UNIVERSITY PARK – In a quiet green glen near Ashville, Pa., lies a rust-colored pond. A deep, rectangular hole in the ground, it somewhat resembles an Olympic-size pool. Few people, however, would make the mistake of swimming laps there. And fewer—human or animal—would stop to drink.
Rachel Brennan, assistant professor of environmental engineering at Penn State, brings her students here. They crouch by the pond cautiously, carefully collecting water samples and searching for signs of life. The site, known as KL-1, is one of two water-treatment ponds installed by the Clearfield Creek Watershed Association in November 2007 to remediate pollution caused by the long-abandoned Klondike coal mine. But while its nearby sister site, KL-2, has proven effective at normalizing pH and extracting dissolved metals, the challenge at KL-1 is far more grave.
Each liter of water at KL-1 contains 137 milligrams of iron and 382 milligrams of acidity. At 3.3, the pH is far too acidic to sustain most life. The color of the water—reminiscent of rusted metal—is a symptom of the underlying problem: acid mine drainage.
Pyrite, a highly reactive rock commonly found in coal seams, is relatively harmless when undisturbed, Brennan explains. But when pyrite (a.k.a. fool’s gold) is exposed to air and water, it leaches sulfuric acid, which in turn causes metals in the adjacent rocks and soil to be released. In Pennsylvania, that means iron, which is part of the pyrite itself, and aluminum and manganese, which are present in the soil. In other mining regions, the metals released can be even more dangerous—chromium, arsenic, even lead.
Acidic drainage from abandoned mines—and no one seems to know exactly how many such mines exist—continues to contaminate tens of thousands of miles of streams in the United States, including more than 5,000 miles in Pennsylvania. That makes Pennsylvania an ideal testing ground for innovative treatment technologies. And Brennan is currently testing one of the more promising of these options: crab shell chitin, a waste product of the crabbing industry. One of the most abundant natural materials in the world, chitin is used to make paper, fabrics, weight-loss pills, and joint care supplements, among other products. In crustaceans like crab and shrimp, chitin combines with calcium carbonate, the same chemical that’s in limestone. And Brennan’s research suggests that this combination may be extremely effective at cleaning up acid mine drainage.

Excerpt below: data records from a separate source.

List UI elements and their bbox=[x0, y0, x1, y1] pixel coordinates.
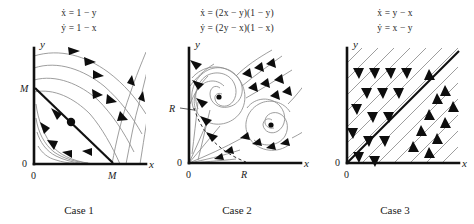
caption-case-3: Case 3 bbox=[316, 204, 474, 216]
phase-plane-svg-case-1: y x M 0 0 M bbox=[0, 42, 158, 182]
x-axis-label-case-2: x bbox=[303, 157, 309, 169]
flow-lines-case-1 bbox=[34, 52, 151, 164]
leader-line-R-case-2 bbox=[180, 108, 194, 110]
equation-xdot-case-2: ẋ = (2x − y)(1 − y) bbox=[158, 6, 316, 21]
fixed-point-spiral-1-case-2 bbox=[216, 94, 221, 99]
panel-case-3: ẋ = y − x ẏ = x − y bbox=[316, 0, 474, 224]
origin-label-x-case-2: 0 bbox=[186, 169, 191, 180]
flow-arrowheads-case-2 bbox=[190, 58, 292, 160]
caption-case-1: Case 1 bbox=[0, 204, 158, 216]
equation-xdot-case-1: ẋ = 1 − y bbox=[0, 6, 158, 21]
y-axis-label-case-1: y bbox=[39, 42, 45, 50]
flow-arrowheads-case-1 bbox=[40, 47, 145, 158]
plot-case-3: y x 0 0 bbox=[316, 42, 474, 182]
fixed-point-saddle-case-1 bbox=[67, 118, 75, 126]
equation-block-case-1: ẋ = 1 − y ẏ = 1 − x bbox=[0, 6, 158, 35]
flow-lines-case-2 bbox=[189, 50, 312, 163]
x-tick-R-case-2: R bbox=[240, 169, 247, 180]
phase-plane-svg-case-2: y x R 0 0 R bbox=[158, 42, 316, 182]
y-axis-label-case-2: y bbox=[194, 42, 200, 50]
y-tick-M-case-1: M bbox=[19, 83, 29, 94]
equation-xdot-case-3: ẋ = y − x bbox=[316, 6, 474, 21]
equation-block-case-3: ẋ = y − x ẏ = x − y bbox=[316, 6, 474, 35]
origin-label-y-case-2: 0 bbox=[177, 157, 182, 168]
phase-portrait-figure: ẋ = 1 − y ẏ = 1 − x bbox=[0, 0, 474, 224]
equation-ydot-case-3: ẏ = x − y bbox=[316, 21, 474, 36]
plot-case-1: y x M 0 0 M bbox=[0, 42, 158, 182]
plot-case-2: y x R 0 0 R bbox=[158, 42, 316, 182]
x-axis-label-case-3: x bbox=[461, 157, 467, 169]
origin-label-x-case-3: 0 bbox=[344, 169, 349, 180]
equation-ydot-case-1: ẏ = 1 − x bbox=[0, 21, 158, 36]
origin-label-x-case-1: 0 bbox=[31, 170, 36, 181]
fixed-point-spiral-2-case-2 bbox=[268, 122, 273, 127]
equation-ydot-case-2: ẏ = (2y − x)(1 − x) bbox=[158, 21, 316, 36]
panel-case-2: ẋ = (2x − y)(1 − y) ẏ = (2y − x)(1 − x) bbox=[158, 0, 316, 224]
panel-case-1: ẋ = 1 − y ẏ = 1 − x bbox=[0, 0, 158, 224]
equation-block-case-2: ẋ = (2x − y)(1 − y) ẏ = (2y − x)(1 − x) bbox=[158, 6, 316, 35]
caption-case-2: Case 2 bbox=[158, 204, 316, 216]
x-axis-label-case-1: x bbox=[148, 158, 154, 170]
origin-label-y-case-1: 0 bbox=[22, 158, 27, 169]
x-tick-M-case-1: M bbox=[107, 170, 117, 181]
y-axis-label-case-3: y bbox=[352, 42, 358, 50]
origin-label-y-case-3: 0 bbox=[335, 157, 340, 168]
phase-plane-svg-case-3: y x 0 0 bbox=[316, 42, 474, 182]
y-tick-R-case-2: R bbox=[168, 103, 175, 114]
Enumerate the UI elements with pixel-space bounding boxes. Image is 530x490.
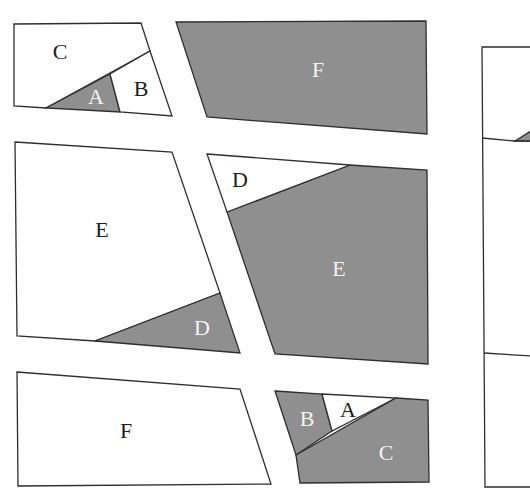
label-e: E: [332, 256, 345, 281]
label-f: F: [312, 57, 324, 82]
label-f: F: [120, 418, 132, 443]
figure-top-left: C A B: [14, 23, 172, 116]
label-b: B: [300, 406, 315, 431]
figure-middle-center: D E: [207, 154, 428, 364]
label-c: C: [379, 440, 394, 465]
label-d: D: [232, 167, 248, 192]
label-a: A: [340, 397, 356, 422]
figure-middle-left: E D: [15, 142, 240, 353]
label-a: A: [88, 84, 104, 109]
figure-top-middle: F: [176, 21, 427, 134]
label-e: E: [95, 217, 108, 242]
partial-cut-bottom: [484, 353, 530, 356]
label-b: B: [134, 76, 149, 101]
figure-bottom-center: B A C: [275, 391, 429, 483]
partial-outline: [482, 47, 530, 487]
partial-gray-sliver: [515, 131, 530, 141]
label-c: C: [53, 39, 68, 64]
dissection-diagram: C A B F E D D E F B A C: [0, 0, 530, 490]
piece-f: [17, 372, 271, 486]
figure-bottom-left: F: [17, 372, 271, 486]
piece-f: [176, 21, 427, 134]
figure-right-partial: [482, 47, 530, 487]
label-d: D: [194, 315, 210, 340]
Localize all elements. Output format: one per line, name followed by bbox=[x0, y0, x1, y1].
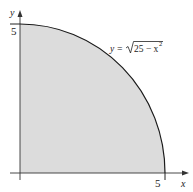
quarter-circle-diagram: y 5 5 x y = 25 − x 2 bbox=[0, 0, 193, 192]
x-tick-label: 5 bbox=[155, 177, 161, 189]
y-axis-label: y bbox=[9, 7, 15, 18]
curve-equation-label: y = 25 − x 2 bbox=[109, 40, 163, 54]
x-axis-arrow-icon bbox=[182, 171, 189, 176]
x-axis-label: x bbox=[180, 178, 186, 189]
y-axis-arrow-icon bbox=[18, 10, 23, 17]
equation-prefix: y = bbox=[109, 44, 123, 54]
y-tick-label: 5 bbox=[11, 25, 17, 37]
equation-exponent: 2 bbox=[159, 40, 162, 47]
equation-radicand: 25 − x bbox=[134, 44, 159, 54]
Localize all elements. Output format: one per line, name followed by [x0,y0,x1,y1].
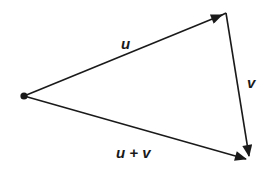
vector-u-tail [220,13,226,16]
vector-addition-diagram: u v u + v [0,0,276,177]
vector-v-line [226,13,249,156]
vector-u-line [24,15,222,96]
label-v: v [247,74,257,91]
origin-point [20,92,27,99]
label-u-plus-v: u + v [116,144,152,161]
label-u: u [121,35,130,52]
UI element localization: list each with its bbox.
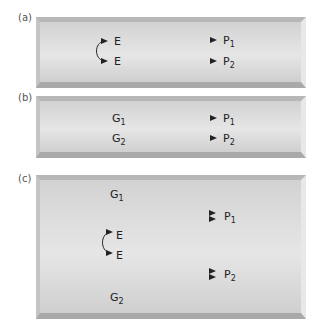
product-p2: P2 <box>224 269 236 283</box>
gene-g2: G2 <box>112 133 126 147</box>
arrowhead-icon <box>210 37 217 43</box>
arrowhead-icon <box>101 38 108 44</box>
gene-g1: G1 <box>112 113 126 127</box>
panel-b <box>36 96 306 158</box>
product-p2: P2 <box>223 133 235 147</box>
panel-c <box>36 175 306 319</box>
arrowhead-icon <box>210 58 217 64</box>
arrowhead-icon <box>209 274 216 280</box>
panel-a-label: (a) <box>18 12 32 23</box>
arrowhead-icon <box>106 250 113 256</box>
panel-a <box>36 17 306 88</box>
panel-c-label: (c) <box>18 173 31 184</box>
product-p1: P1 <box>223 35 235 49</box>
arrowhead-icon <box>210 115 217 121</box>
product-p2: P2 <box>223 56 235 70</box>
enzyme-e-1: E <box>114 36 121 47</box>
arrowhead-icon <box>210 135 217 141</box>
panel-b-label: (b) <box>18 92 32 103</box>
enzyme-e-1: E <box>116 230 123 241</box>
arrowhead-icon <box>101 58 108 64</box>
gene-g2: G2 <box>110 292 124 306</box>
gene-g1: G1 <box>110 189 124 203</box>
product-p1: P1 <box>223 113 235 127</box>
enzyme-e-2: E <box>114 56 121 67</box>
arrowhead-icon <box>106 229 113 235</box>
product-p1: P1 <box>224 211 236 225</box>
enzyme-e-2: E <box>116 250 123 261</box>
arrowhead-icon <box>209 216 216 222</box>
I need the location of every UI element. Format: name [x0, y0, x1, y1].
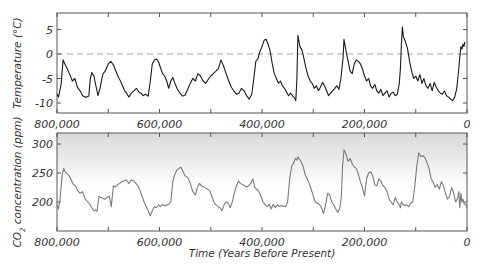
co2-panel: 300250200 800,000600,000400,000200,0000 …: [11, 116, 471, 259]
y-tick-label: 250: [32, 167, 53, 180]
x-tick-label: 200,000: [342, 118, 388, 131]
x-tick-label: 600,000: [137, 236, 183, 249]
x-tick-label: 600,000: [137, 118, 183, 131]
x-tick-label: 0: [464, 236, 471, 249]
temperature-y-axis-title: Temperature (°C): [11, 17, 23, 108]
x-tick-label: 0: [464, 118, 471, 131]
y-tick-label: -10: [35, 97, 53, 110]
y-tick-label: 300: [32, 138, 53, 151]
co2-y-axis-title: CO2 concentration (ppm): [11, 116, 27, 247]
temperature-panel: 50-5-10 800,000600,000400,000200,0000 Te…: [11, 13, 471, 131]
x-tick-label: 200,000: [342, 236, 388, 249]
y-tick-label: 0: [46, 48, 53, 61]
x-tick-label: 800,000: [34, 236, 80, 249]
temperature-plot-frame: [57, 13, 467, 113]
y-tick-label: 200: [32, 196, 53, 209]
x-tick-label: 800,000: [34, 118, 80, 131]
y-tick-label: -5: [42, 73, 53, 86]
x-tick-label: 400,000: [239, 118, 285, 131]
co2-plot-frame: [57, 133, 467, 231]
x-axis-title: Time (Years Before Present): [189, 247, 336, 259]
y-tick-label: 5: [46, 24, 53, 37]
climate-chart: 50-5-10 800,000600,000400,000200,0000 Te…: [0, 0, 481, 277]
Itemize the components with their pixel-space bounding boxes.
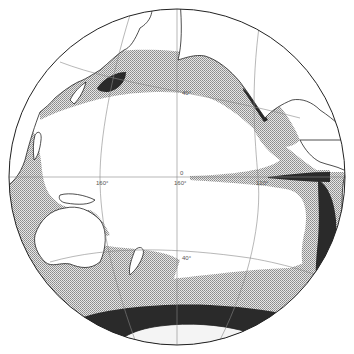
label-lon-west: 160°: [96, 180, 109, 186]
label-40s: 40°: [182, 255, 192, 261]
label-lon-center: 160°: [174, 180, 187, 186]
globe-content: [0, 0, 354, 354]
label-lon-east: 120°: [256, 180, 269, 186]
pacific-ocean-map: 40° 0 40° 160° 160° 120°: [0, 0, 354, 354]
label-40n: 40°: [182, 90, 192, 96]
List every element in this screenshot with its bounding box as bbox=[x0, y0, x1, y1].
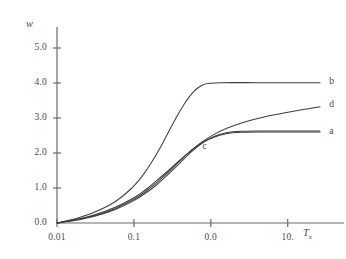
y-axis-tick-label: 2.0 bbox=[13, 147, 47, 157]
chart-canvas bbox=[0, 0, 346, 259]
curve-label-d: d bbox=[329, 99, 334, 109]
axes-group bbox=[53, 27, 344, 227]
y-axis-tick-label: 0.0 bbox=[13, 217, 47, 227]
x-axis-tick-label: 10. bbox=[268, 232, 308, 242]
curve-c bbox=[57, 131, 320, 223]
x-axis-title-subscript: x bbox=[309, 233, 312, 241]
x-axis-tick-label: 0.0 bbox=[191, 232, 231, 242]
y-axis-tick-label: 3.0 bbox=[13, 112, 47, 122]
y-axis-tick-label: 4.0 bbox=[13, 77, 47, 87]
curves-group bbox=[57, 83, 320, 223]
curve-label-b: b bbox=[329, 76, 334, 86]
x-axis-tick-label: 0.01 bbox=[37, 232, 77, 242]
curve-label-c: c bbox=[202, 141, 206, 151]
curve-d bbox=[57, 107, 320, 223]
plot-figure: w Tx 0.01.02.03.04.05.0 0.010.10.010. ab… bbox=[0, 0, 346, 259]
y-axis-tick-label: 5.0 bbox=[13, 42, 47, 52]
y-axis-title: w bbox=[26, 18, 33, 29]
curve-a bbox=[57, 132, 320, 223]
y-axis-tick-label: 1.0 bbox=[13, 182, 47, 192]
curve-label-a: a bbox=[329, 126, 333, 136]
x-axis-tick-label: 0.1 bbox=[114, 232, 154, 242]
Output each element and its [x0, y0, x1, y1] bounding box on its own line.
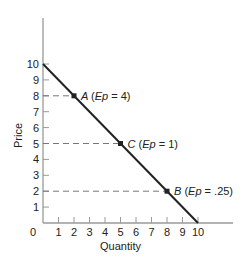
point-marker-a [72, 93, 77, 98]
x-axis-title: Quantity [100, 240, 141, 252]
x-tick-label: 6 [133, 226, 139, 238]
y-tick-label: 7 [33, 106, 39, 118]
y-tick-label: 4 [33, 153, 39, 165]
x-tick-label: 7 [148, 226, 154, 238]
x-tick-label: 9 [179, 226, 185, 238]
y-axis-title: Price [12, 123, 24, 148]
y-tick-label: 10 [27, 58, 39, 70]
y-tick-label: 1 [33, 201, 39, 213]
x-tick-label: 3 [86, 226, 92, 238]
x-tick-label: 8 [164, 226, 170, 238]
point-annotation-c: C (Ep = 1) [128, 138, 178, 150]
point-marker-c [118, 141, 123, 146]
demand-chart: 12345678910012345678910QuantityPriceA (E… [0, 0, 249, 264]
x-tick-label: 0 [30, 226, 36, 238]
y-tick-label: 3 [33, 169, 39, 181]
point-annotation-a: A (Ep = 4) [80, 90, 130, 102]
point-annotation-b: B (Ep = .25) [174, 185, 233, 197]
x-tick-label: 10 [192, 226, 204, 238]
point-marker-b [165, 189, 170, 194]
y-tick-label: 9 [33, 74, 39, 86]
y-tick-label: 6 [33, 122, 39, 134]
x-tick-label: 2 [71, 226, 77, 238]
y-tick-label: 5 [33, 138, 39, 150]
x-tick-label: 4 [102, 226, 108, 238]
x-tick-label: 5 [117, 226, 123, 238]
x-tick-label: 1 [55, 226, 61, 238]
y-tick-label: 8 [33, 90, 39, 102]
y-tick-label: 2 [33, 185, 39, 197]
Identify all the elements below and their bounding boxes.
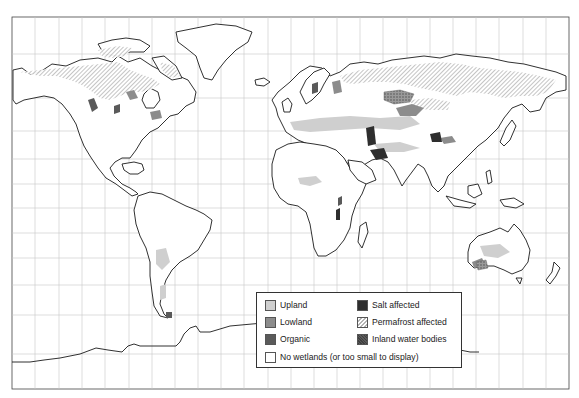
legend-label: Lowland — [280, 317, 312, 327]
legend-label: Inland water bodies — [372, 334, 447, 344]
legend-item-water: Inland water bodies — [357, 333, 447, 345]
legend-label: Organic — [280, 334, 310, 344]
upland-swatch-icon — [265, 300, 276, 311]
map-legend: Upland Lowland Organic Salt affected Per… — [256, 292, 462, 368]
legend-item-permafrost: Permafrost affected — [357, 316, 447, 328]
lowland-swatch-icon — [265, 317, 276, 328]
legend-item-upland: Upland — [265, 299, 307, 311]
inland-water-swatch-icon — [357, 334, 368, 345]
legend-item-lowland: Lowland — [265, 316, 312, 328]
legend-item-salt: Salt affected — [357, 299, 420, 311]
permafrost-swatch-icon — [357, 317, 368, 328]
legend-label: Salt affected — [372, 300, 420, 310]
organic-swatch-icon — [265, 334, 276, 345]
legend-label: No wetlands (or too small to display) — [280, 352, 419, 362]
legend-label: Permafrost affected — [372, 317, 447, 327]
legend-label: Upland — [280, 300, 307, 310]
salt-affected-swatch-icon — [357, 300, 368, 311]
legend-item-organic: Organic — [265, 333, 310, 345]
no-wetlands-swatch-icon — [265, 352, 276, 363]
legend-item-none: No wetlands (or too small to display) — [265, 351, 419, 363]
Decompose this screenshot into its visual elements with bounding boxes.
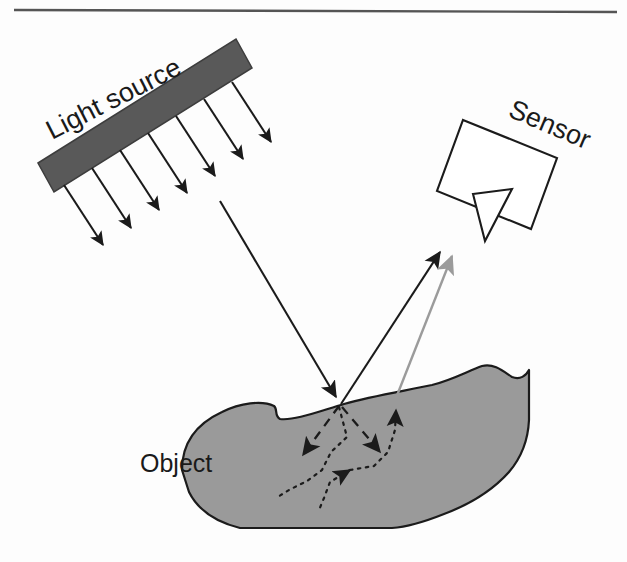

In preliminary testing in her lab in 2006, Brennan added crab shell chitin to mine-water samples and found that pH rose to near normal levels in just six days while dissolved metals like iron and aluminum were reduced by over 99 percent. After nine days, even manganese, a metal that passive treatment systems have historically failed to remove, was reduced by 81 percent, and sulfate concentrations decreased from 489 to 303 milligrams per liter, confirming the activity of sulfate reducing bacteria, which are critical in biological treatment systems. Subsequent testing has yielded even greater contaminant reductions. “We’re seeing simultaneous physical, chemical, and biological treatment with just one substrate,” Brennan says.
In recent field tests at two mine-drainage sites in Colorado, she has achieved similar results. Still, Brennan has been anxious to test chitin at a site where other remedies have failed—a site like KL-1.
“These kinds of water quality problems could be easily fixed with active treatment,” Brennan notes. “Build a little water treatment plant at each discharge point and you’d clean it up quickly. But there are so many of them in so many remote locations, it would cost billions of dollars. There’s just no money to do it.”
Passive treatment options like limestone and spent mushroom compost, on the other hand, while they work relatively well in low and moderate acidity, have not been effective in high acidity, high-metal-content conditions. Brennan is hoping that chitin can fill the void.
The National Science Foundation is hoping so, too. In February 2007, NSF recognized Brennan with a prestigious Faculty Early Career Development (CAREER) Award. In addition to supporting fundamental research, the $413,000, multi-year award is intended to cover the cost of field testing chitin at the KL-1 site.
This fall members of Brennan’s research team, together with her CE 497B class, visited KL-1 to collect and analyze water samples. They then worked together to design an inexpensive remediation system to test chitin against spent mushroom compost and limestone controls.
“It’s not the holy grail of bioremediation,” Brennan cautions. But for cleaning acidic, metal-laden water in areas with limited financial resources—in the United States and abroad—it may prove an affordable alternative to active chemical remediation.